October 18, 2022 | 4 min read

The UK’s regulator of advertising received 45 complaints about whether the bank could advertise itself as environmentally responsible.

HSBC greenwashing ad

The HSBC ads in question appeared at bus stops across London and Bristol / Image via Adfree Cities

Two posters by the major bank HSBC have been dubbed greenwashing by the Advertising Standards Authority (ASA) in its latest rulings, it was announced today.

First seen in October last year at bus stations in and around London and Bristol, the posters posited HSBC as a sustainable brand.

The first poster featured the strapline: ‘Climate change doesn’t do borders. Neither do rising sea levels. That’s why HSBC is aiming to provide up to $1tn in financing and investment globally to help our clients transition to net zero.’

The second read: ‘Climate change doesn’t do borders. So in the UK, we’re helping to plant 2 million trees, which will lock in 1.25 million tonnes of carbon over their lifetime.’

The ASA received 45 complaints, including from Adfree Cities, challenging whether the statements were misleading because they omitted significant information about HSBC’s contribution to carbon dioxide and greenhouse gas emissions.

At the time, Adfree Cities said: “The ads create a misleading impression of a bank that is environmentally responsible while missing out crucial information that would lead passers-by to come to a very different conclusion.”

HSBC says that it has been making the claim seen in the ads since 2020 and that it aims to meet the ambition to provide financing and investment globally to help some of its clients transition to net zero by 2030.

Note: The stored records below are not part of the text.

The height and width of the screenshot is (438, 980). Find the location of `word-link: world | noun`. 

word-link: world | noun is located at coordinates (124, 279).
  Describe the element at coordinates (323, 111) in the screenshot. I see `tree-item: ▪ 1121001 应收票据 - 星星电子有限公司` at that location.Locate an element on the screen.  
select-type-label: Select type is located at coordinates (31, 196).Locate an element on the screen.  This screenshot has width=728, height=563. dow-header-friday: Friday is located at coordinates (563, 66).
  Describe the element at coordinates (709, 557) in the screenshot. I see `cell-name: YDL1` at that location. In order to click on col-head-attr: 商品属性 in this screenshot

It says that the financing of greenhouse gas-emitting industries is required during the transition to net zero, and so its continued financing of those industries was not in conflict with the aims of a transition to net zero. It added further claims that as the ads had appeared in the run-up to the 2021 United Nations Climate Change Conference (Cop26), it believed this would have affected how the average consumer understood the claims made.

However, the CAP Code requires that the basis of environmental claims must be clear and that unqualified claims could mislead if they omit significant information.

The ASA says it did not believe “that consumers would understand the intricacies of transitioning to net zero, and would not expect that HSBC, in making unqualified claims about its environmentally-beneficial work, would also be simultaneously involved in the financing of businesses that made significant contributions to carbon dioxide and other greenhouse gas emissions and would continue to do so for many years into the future.”

The bank was not the only brand this week to fall foul of the ASA for greenwashing, however. A website and product listing on Amazon by Mum & You for baby wipes, seen in February last year, was also scrapped after its claims about the product being biodegradable were found to be misleading.

Analysis of recent ASA rulings by The Independent found there had been a sharp rise in the number of adverts ruled as greenwashing.

Toby King, a spokesperson for the ASA, explained to The Drum that this is likely due to the watchdog’s Environment and Climate Change Project, which brings together guidance on greenwashing for the first time, alongside commissioning research into high-priority areas. “The project sends a clear signal that the ASA will be shining a brighter regulatory spotlight on advertising issues that relate to climate change and the environment in the coming months and years,” he said.